Methodologically, our study is the first demonstration that this particular language production paradigm is effective in an online, screen-mediated setting for robust developmental data collection. Online testing provides flexible and efficient participant testing and may reach participants on larger geographical scales than often possible with in-person studies. Our study also suggests that such paradigms may be most effective with younger children when they include visual contact with participants. Moreover, our results suggest that children make use of input via screen-mediated conversations much as they do from in-person interactions. As such, children’s increasing use of online contexts to communicate and interact with others (Nevena et al., Citation2022; McClure et al., Citation2015; Ofcom, Citation2023) may in fact provide beneficial implicit linguistic input that supports their learning about how to use structures within their language. Although our participants were typically developing children, a substantial body of research has suggested that syntactic priming methodologies can be an effective way of supporting language learning in atypically developing populations (e.g., children with developmental language disorder; see Leonard et al., Citation2022, for a review). Our findings further suggest that there may be potential to carry out such interventions effectively online, thereby increasing their accessibility. Follow-up studies on whether learning effects are equally persistent after online, screen-mediated interactions as in-person interactions (i.e., lasting for at least a week; Branigan & Messenger, Citation2016) would provide valuable insight into the extent to which the implicit learning mechanisms that support syntactic priming also function to strengthen linguistic representations and support longer-term language learning in different contexts.

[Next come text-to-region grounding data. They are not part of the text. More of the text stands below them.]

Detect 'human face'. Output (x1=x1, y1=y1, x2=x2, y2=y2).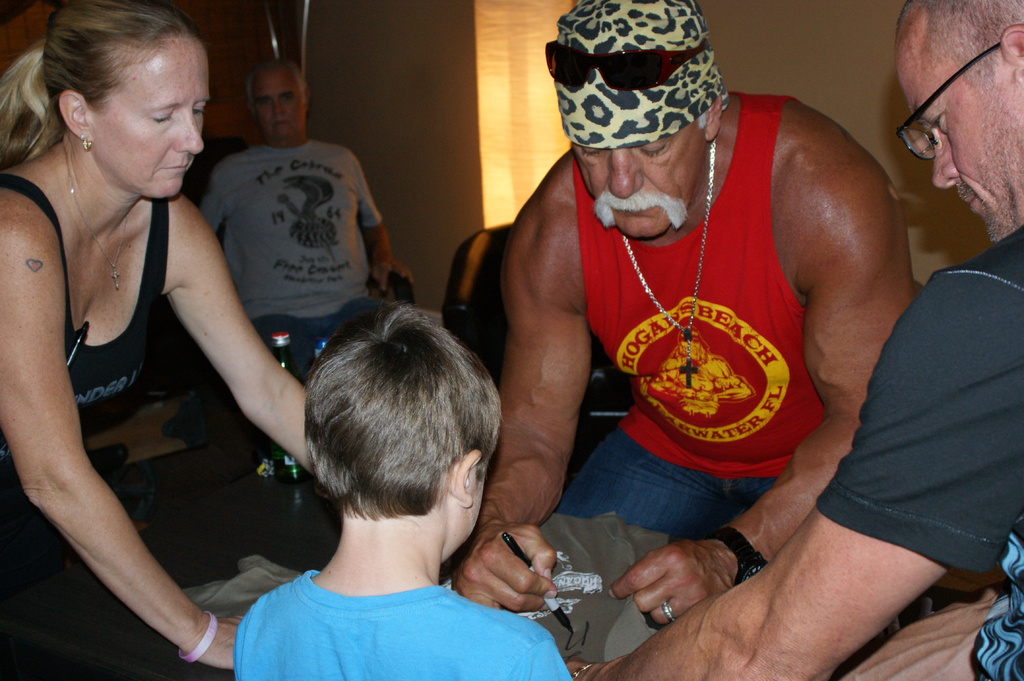
(x1=93, y1=40, x2=212, y2=197).
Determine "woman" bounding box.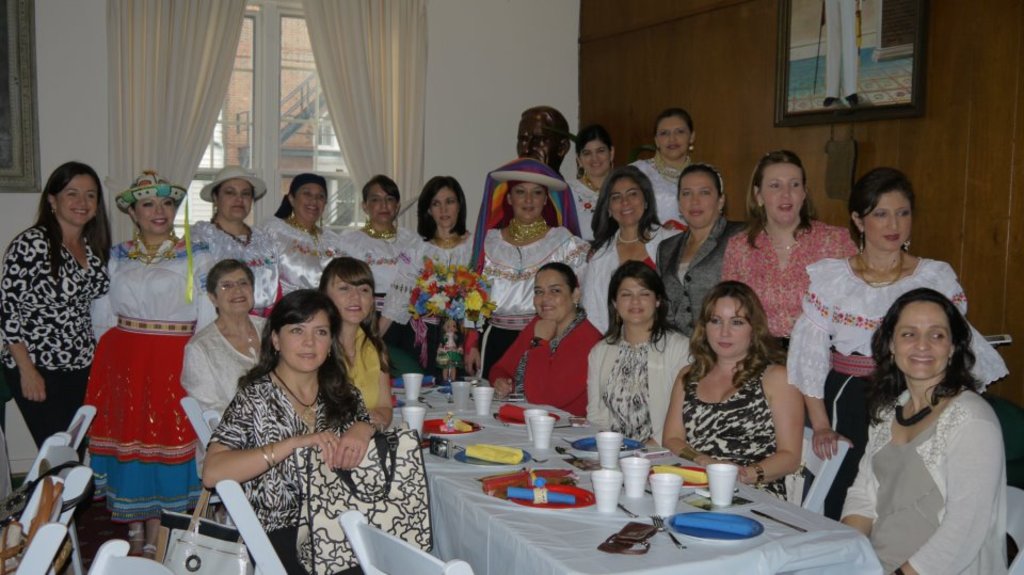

In conclusion, we show that linguistic input from different forms of socially contingent screen-mediated interactions (video+audio and audio-only) can facilitate children’s production of dispreferred, complex sentence structures. These results are consistent with implicit learning accounts of syntactic priming effects and extend developmental findings to show that such effects are robust to online contexts, through which young children may increasingly experience linguistic input. Importantly, these findings indicate that even short, task-based online interactions with children can provide a rich source of input that children are able to exploit for grammar development, in much the same way as they do when interacting in-person.

Acknowledgments

This research was funded in whole by the Economic and Social Research Council, grant number ES/R007721/1. For the purpose of open access, the author has applied a Creative Commons Attribution (CC BY) licence (where permitted by UKRI, ‘Open Government Licence’ or ‘Creative Commons Attribution No-derivatives (CC BY-ND) licence’ may be stated instead) to any Author Accepted Manuscript version arising from this submission.

We thank Abi Taylor and Abbey Parker for their assistance with data collection.

Disclosure statement

No potential conflict of interest was reported by the author(s).

Additional information

Funding

The work was supported by the Economic and Social Research Council [ES/R007721/1].